Let’s look at how you can start by creating the plumbing to associate the entity fields to the events. In this example, you'll have our three key sections: events, match, and condition. Because you are associating one or more events with an entity, you'll need to have the match condition because in this case an event and an entity are two events, thus it falls under the multi-event rule.
To associate your event data to our entity, you need to create a placeholder variable for the event userid and another with the entity userid to create the linkage between the user entity and the events. For additional precision, you can identify that this entity type is a user and not some other entity. You could then include additional entity fields to narrow your rule against.
In the match section, you must have a common value to join the event and entity so you will be looking for all events that have the same userid. Match conditions must have a period of time, but the entity-to-event match is not bound by this time frame. If you had multiple events, the time plays into this, but not for Entity. In the next exercise, you will use 10 minutes.
Finally, in the condition section, you previously had the event but now because you have an entity, you would need to specify that as well. This would be easily handled with an "and" between the event and the entity.
You might be wondering what the difference is between using the entity in the detection versus just leveraging the enriched fields in the event, assuming that the enriched field is available. Above is a visual output of the detection in the Chronicle UI that shows the detection with entity correlation and without. They both will trigger, but in this example, the entity correlation will also include the specific entity (user). Not all fields in the event stream describes the entity.
Let’s walk through this exercise. You are going to navigate to the rules editor and start typing in the name of your rule to find it. See the rule below.
You should have added your placeholder variable for userid for the event as well as the entity placeholder variable and entity_type of user. From there, you could have explored for fields that fit the criteria you were trying to establish. Notice that as you typed in the field names, a tip list showed possible fields available.
Below you can see three detections, two for Tim Smith and one for Steve Hasek. If you expand the detections, you can see the entity. In this case, the userid is tim.smith and has two events associated with it.
One additional item to call out. Earlier it was mentioned columns can be viewed to gain more context within the detection. Notice that when the entity data is correlated with the event data additional fields are available in the columns listing beyond the UDM (event) fields. The entity data is denoted as a Graph and can be added as columns that can be viewed in the detection. You can see the user location from the entity data in addition to their department and title. You used the title and department prior as a method to focus your rule on a specific subset of the organization.

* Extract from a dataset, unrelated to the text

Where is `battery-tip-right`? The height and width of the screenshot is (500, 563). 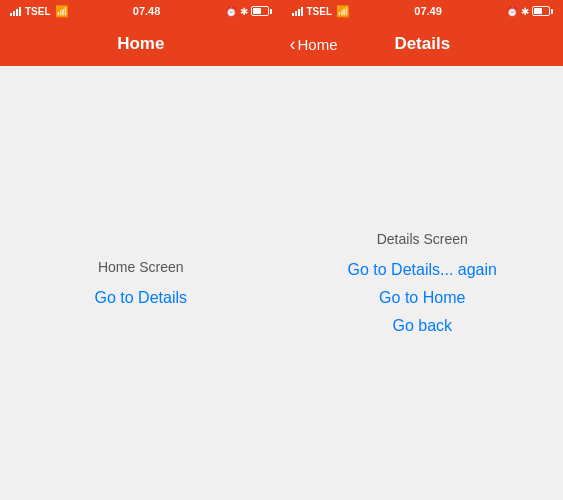 battery-tip-right is located at coordinates (552, 12).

Fields like department and title are in the UDM event listing when you look at the columns. Some of the entity fields exist within the UDM events because Chronicle enriches the data. However, not every enrichment is stored there and items like entity groups aren’t found in the enrichment.
In this example above, you commented out the title and department from the rule you were just using for the exercise and replaced it with just detecting on individuals in the domain admins group. Using the entity data model for rules provides you with great flexibility.
Rule syntax:
You now have now a solid understanding of several basic administrative actions when using Chronicle.